POMEPS Studies 13 — April 29, 2015
The April 2 announcement in Lausanne of a framework for an agreement on the Iranian nuclear program has raised profound hopes and fears for the future of the Middle East. There are few developments with greater potential for fundamentally altering the political dynamics of the region – a prospect that fills skeptics with as much dread as it fuels optimism among supporters. To explore the many ramifications of the potential deal, the Project on Middle East Political Science convened a virtual symposium for the Monkey Cage. These essays have now been collected into an edition of the POMEPS Studies series, available for free download.
The American public debate about the deal over the last month has primarily focused upon U.S. policy options and the details of the proposed agreement. The essays in this collection delve into such issues in depth: Michael Brown and Chantal de Jonge Oudraat explain why no better deal is on the table; Joshua Rovner explains why it matters that U.S. intelligence got Iran’s nuclear program right; Nick Miller and Or Rabinowitz show how the deal is in line with traditional U.S. nonproliferation policy; Steven Kull and Shibley Telhami investigate American public opinion toward a deal; Thomas Doyle explores the symbolic dimensions of the negotiations; and Austin Long argues that the deal limits Iranian options and will test Iran’s intentions in ways that even hawks should appreciate.
Iran’s domestic politics have generally received less attention. The essays collected here offer an exceptionally nuanced profile of the issues and actors in play in the Iranian political system. The sheer extent and nature of the domestic debate over the deal is notable in its own right, as Mohammad Ayatollahi Tabaar explains in detail. Iranian debates have not broken down along traditional lines of moderates and hard-liners, as Shervin Malakzadeh carefully observes, but rather reflect a more fluid and fragmented factional array. Mohammad Ali Kadivar and Ali Honari trace the willingness of Iranian President Hassan Rouhani to negotiate to the legacies of the grass-roots movements that followed the contentious 2009 presidential election. As Farzan Sabet observes, Iran’s conservatives are divided internally and struggling to find the right tone amidst the new realities. Iran’s parliament, facing competitive elections, carefully tracks with the trends in public opinion. Iran’s nuclear scientists themselves represent a potentially important constituency, especially if the deal is ultimately operationalized. Meanwhile, Supreme Leader Ali Khamenei seeks to hedge bets and keep a delicate balance among the factions, with an eye towards sanctions relief – which itself, as Kevan Harris argues, would intersect in complex ways with the Iranian political economy that sanctions have molded.

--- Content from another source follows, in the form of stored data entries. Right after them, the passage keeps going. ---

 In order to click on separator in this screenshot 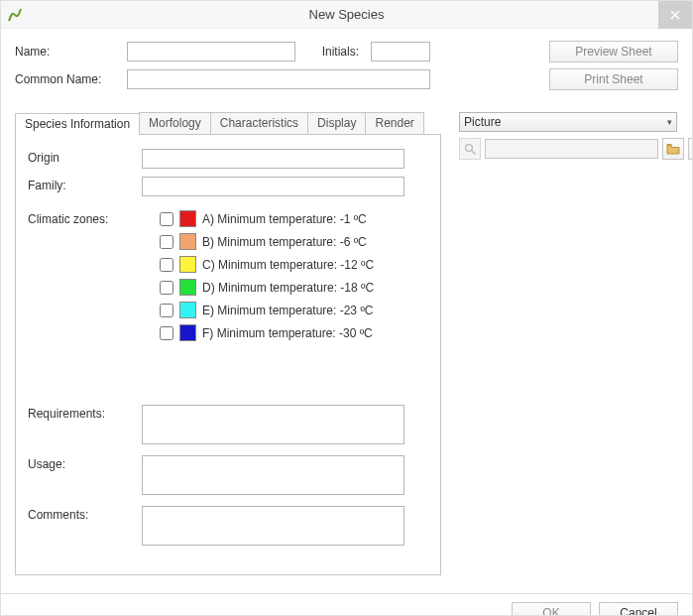, I will do `click(347, 593)`.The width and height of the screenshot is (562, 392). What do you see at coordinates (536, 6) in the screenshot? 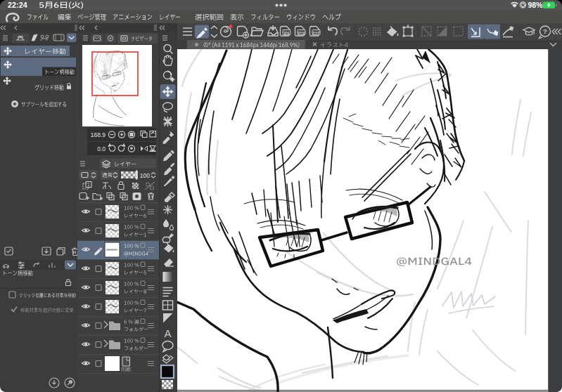
I see `svg-text: 98%` at bounding box center [536, 6].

Finally, the prospect of a nuclear deal has emerged at a time of rising sectarianism, profound uncertainty and political instability in the Arab states of the Gulf. Dina Esfandiary and Ariane Tabatabai explain why the deal is unlikely to trigger the feared cascade of nuclear proliferation. At least in the short term, however, it has already fueled rampaging sectarianism, with pernicious effects which Frederic Wehrey analyzes regionally, Jeff Colgan traces in the Saudi-led military campaign in Yemen and can be seen domestically in Kuwait and Saudi Arabia. Arab states are attempting to formulate a common front in the face of these challenges, but their efforts seem unlikely to bridge the deep regional divides.
The nuclear framework has not yet been finalized into an agreement, of course. The intense political opposition to the deal in the United States, Israel, many Arab regimes and parts of the Iranian regime may ultimately prevent it from being ratified or implemented. Deeply entrenched interests, narratives and identities are threatened by the prospect of a shifting relationship between the United States and Iran, and there is a nearly infinite list of possible spoilers that could derail progress. The essays collected in “Iran and the Nuclear Deal” offer a deep, empirically rich and analytically astute examination that should help to inform scholars, journalists, policymakers and the public about this historic opportunity.